Friday night my office closed up an hour early due to the remnants of Ivan, which tells you enough about the storm that I was about 800 miles inland from its arrival. While driving home the biggest problem I had was that the creek had taken over one lane on Washington Pike, and was working its way over to the other, so I figured I was going to be okay, though I did start to get worried when I noticed that they had fenced off about 10 parking spaces in my lot because the ground beneath had given way earlier in the week. Living on the third floor also helps.
My parents had decided this was the weekend to visit my aunt in the Carolinas, so I needed to check in with my aunt who lives adjacent to my parents. Not that their houses were in any danger, they're up on the hill, worst case would be a tree falling down. The only tree that came down landed on the driveway, so that was good. However I found out that Houston, PA was getting whacked six ways from Sunday. Given they had already wrecked most of the downtown to put in a wider intersection, I figure there's going to be a sinkhole there next week.
On Saturday, I awake to a sunny day, see that I'm in no danger, aside from the possibility of a tree falling over into my entryway on the next storm. I'll live. I'm also under a water advisory, so I decide to roll out to the local store and get some fluids, and find out how bad people are having it. It was then I found out the highway interchange flooded out, so I was feeling really lucky. Coming back to my apartment, I caught a bit of Pitt-Nebraska, including the first real sign of the scope of this thing. They took a blimp shot of just outside Heinz Field, and showed a marina floating downriver, with about 40 boats attached. Immediately, I think "Hmm. Free Marina."
Sunday morning, the radio wakes me to the story of Carnegie, PA. At about 5PM Friday, the entire emergency services staff of Carnegie gets stuck on the elevated bridge in town. About 5 minutes later, the chief of police gets a call telling him that Canonsburg Dam is about to go. Now, for those of you without a map, if Canonsburg Dam goes, and you're stuck on the elevated bridge in Carnegie, you have eight minutes to consider your future career as a marina. On the other hand, I would have approximately four minutes to consider the need to purchase an Alan Parsons Project or other form of commuter hovercraft. Luckily, it didn't go, however it's no way to start your morning.
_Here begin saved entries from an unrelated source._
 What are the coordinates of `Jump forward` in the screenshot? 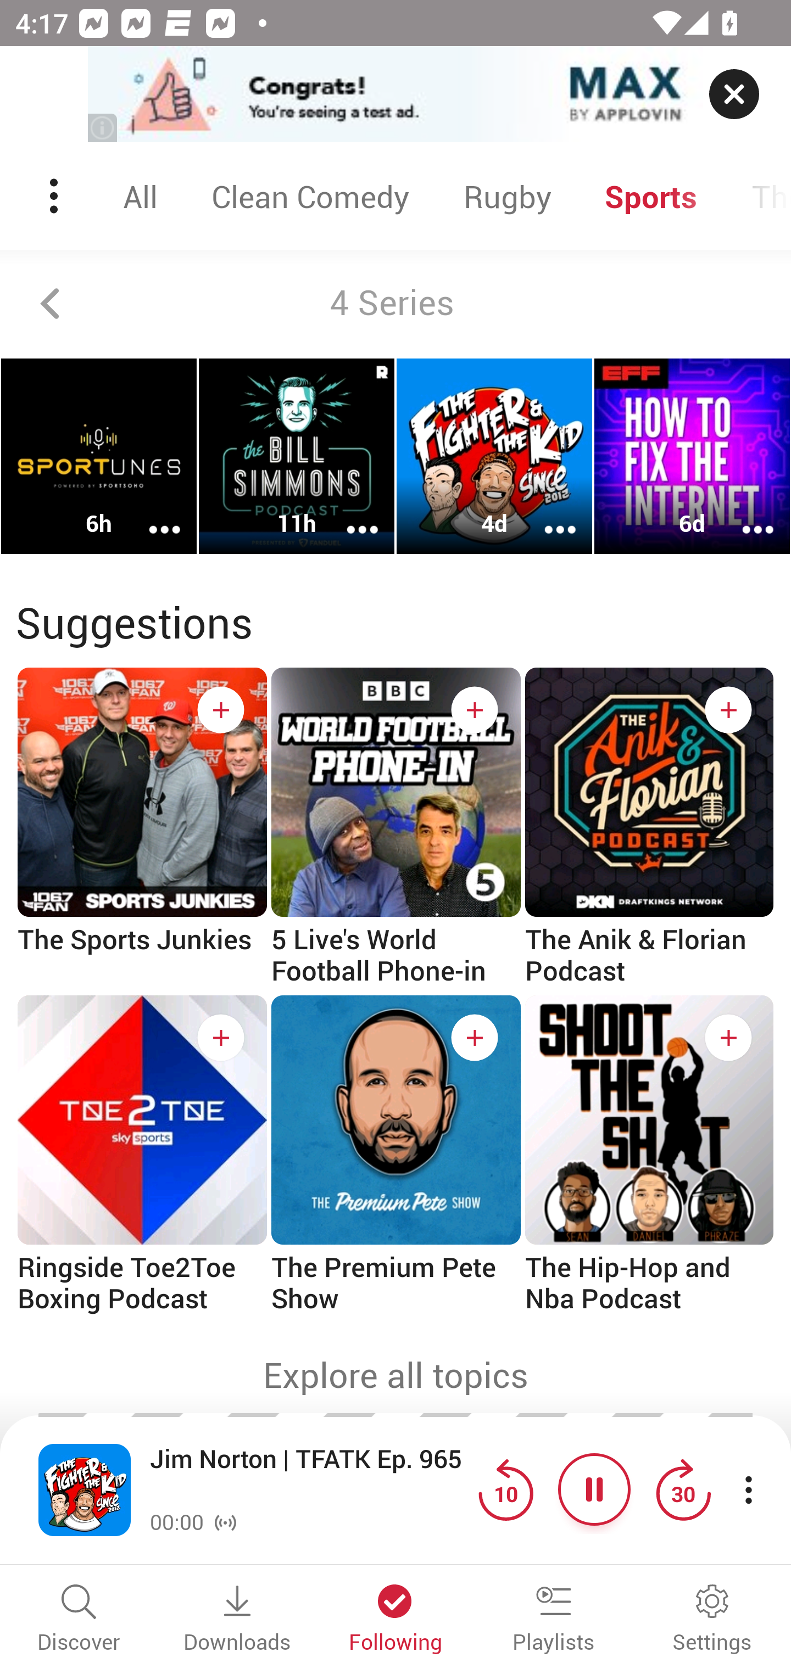 It's located at (682, 1489).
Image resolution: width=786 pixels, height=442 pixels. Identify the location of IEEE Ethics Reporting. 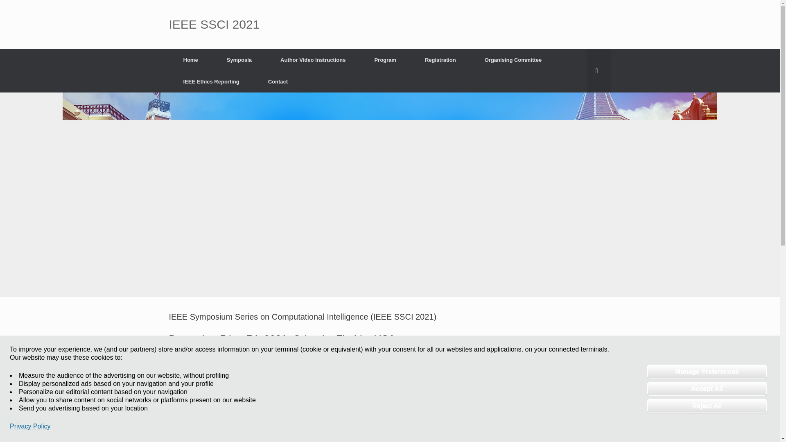
(211, 81).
Sunday afternoon, I saw two of the most disturbing things possible in a Steelers game. First of all was the Tommy Maddox injury, which if you saw it in real time, looked freakishly like what Willis McGahee's injury looked like if done to an elbow.You can bend the elbow one way, or the other, but not both ways in a one second period. I should apologize to Tommy, after he jammed his arm earlier on someone's helmet, and then started jawing with the guy, I said to myself: "He's not making it out of this game, he's either getting ejected or killed." I guess it's my fault. I need to learn to control these powers.
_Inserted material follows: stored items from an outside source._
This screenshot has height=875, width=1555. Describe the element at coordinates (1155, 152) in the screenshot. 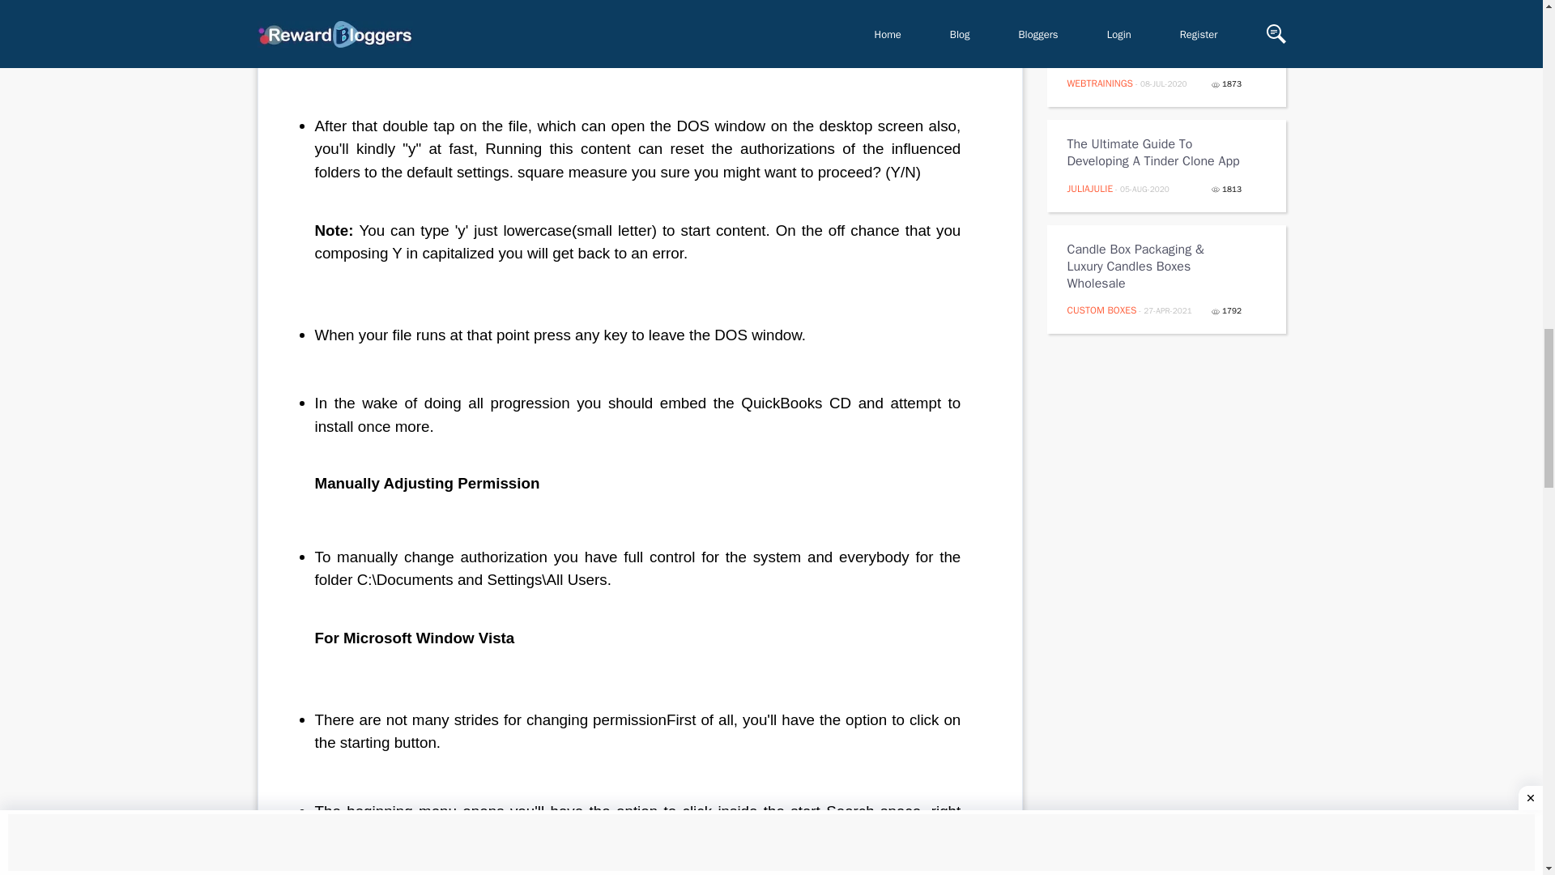

I see `The Ultimate Guide To Developing A Tinder Clone App` at that location.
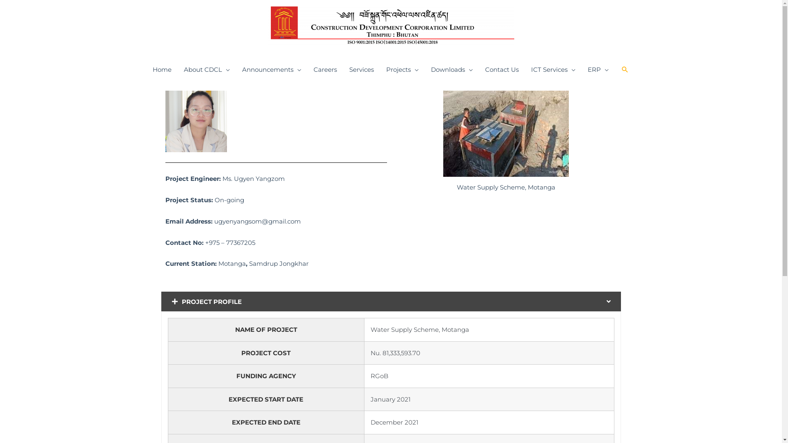 The width and height of the screenshot is (788, 443). I want to click on Downloads, so click(452, 70).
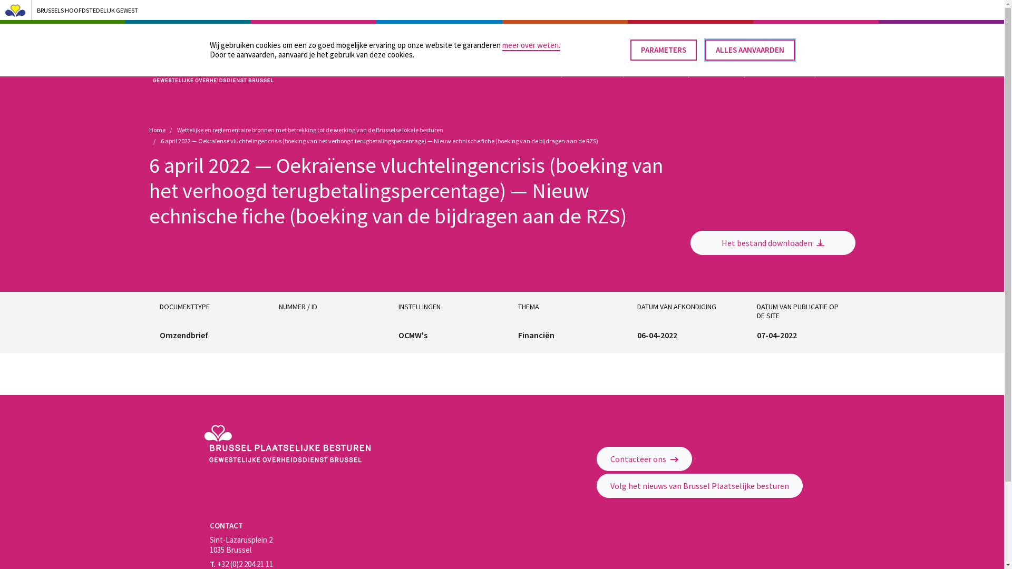 This screenshot has width=1012, height=569. I want to click on WETGEVING, so click(716, 70).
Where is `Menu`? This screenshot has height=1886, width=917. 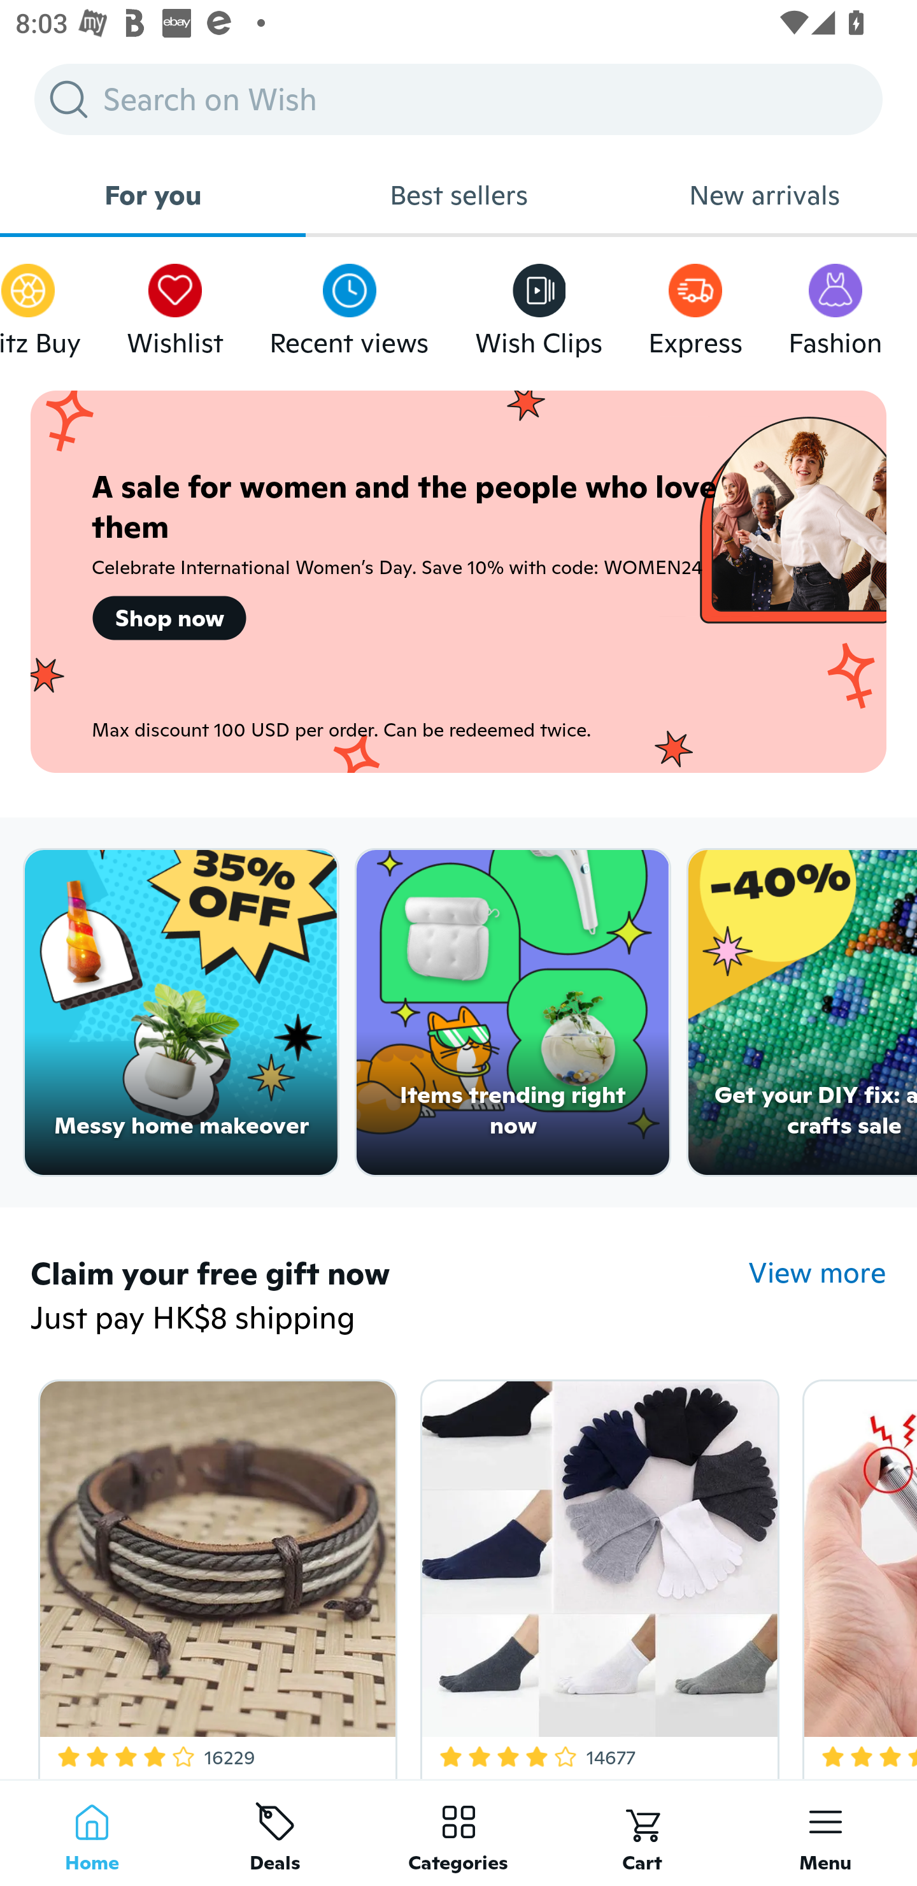 Menu is located at coordinates (826, 1832).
The second scariest thing I saw in this game was our fake punt formation, which looked all the world like we were put Gardocki in at slot, and Polamalu was at quarterback. Let me get this straight, we still have fifteen former quarterbacks on the team, and we're snapping...to the safety?
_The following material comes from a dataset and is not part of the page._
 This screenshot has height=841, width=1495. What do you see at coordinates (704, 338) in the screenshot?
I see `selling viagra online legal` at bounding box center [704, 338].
Waking up with Burger King next to me has to be about 94-octane nightmare fuel. Comparatively, Arby's oven mitt gouging out its own eye, in an Un Rosbif Andalou moment, only 86-octane.
Late Sunday, two odd bits. First of all, Kellen Winslow blows out the equipment. Given we pretty much already decided to put him on the list, but I forgot to update, can I put him up with strikethru? I need a ruling on this. I then flip over to flooding coverage to find that the death toll is mercifully low, but the injuries are exceedingly high. And Pittsburgh's crappy demographics strike again. The chief injury: broken bones, mostly hips, caused by people slipping and falling as they shovel mud.